Professor Rasch is the third expert to have disagreed with the Guyana government’s calculation that 34 represents the absolute majority of the House. The others are University of Georgia’s Political Scientist Dr. Keith Dougherty and Florida International University’s Mathematician Dr. Julian Edward who have already insisted that 33 is the absolute majority of the elected members of Guyana’s National Assembly.

Meanwhile United States-based Guyanese Attorney-at-Law, Vivian Williams has indicated that seeking legal redress might be tough for the Attorney General and his team because Prime Minister Moses Nagamootoo did not raise any objection in the House after the vote, and similarly the Prime Minister himself and President David Granger had accepted the vote.

“If you stipulate or submit to a particular interpretation of a rule without objection you are usually prevented from challenging the outcome. Therefore, a question of fact is whether the government participated in the process believing that 33 votes constitutes a majority of 65.

If after the process was concluded the government came to a conclusion that 34 rather than 33 constitutes the required majority, it may be estopped from challenging the outcome based on its belated discovery. Again, the court will look to the government’s statements and conduct to answer this question,” said Williams, a former journalist in Guyana.

He added that before the vote, the Guyana government, through its Chief Whip Amna Ally, had held the position that it would have defeated the Bharrat Jagdeo-filed no-confidence motion with all of its 33 lawmakers. However, that changed when now recalled government backbencher Charrandas Persaud voted with the opposition to give it 33 votes.
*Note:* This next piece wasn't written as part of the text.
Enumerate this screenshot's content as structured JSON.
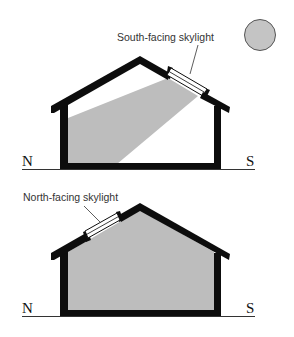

Williams reasoned that one option available to the government before it takes the matter to Court is to have the National Assembly review its decision. “The court is likely to view the government’s explanation for why it changed its position as evidence that the government consented to and submitted to the 33 majority interpretation of the constitutional provision,” he said.

Opposition Leader Jagdeo has been calling on the government to resign and make way for general and regional elections within the constitutionally-stipulated period of 90 days following the passage of the no-confidence motion. At the same time, he has said the PPP would be willing to support an extension of that period by at most one month to allow the Guyana Elections Commission to prepare for the polls.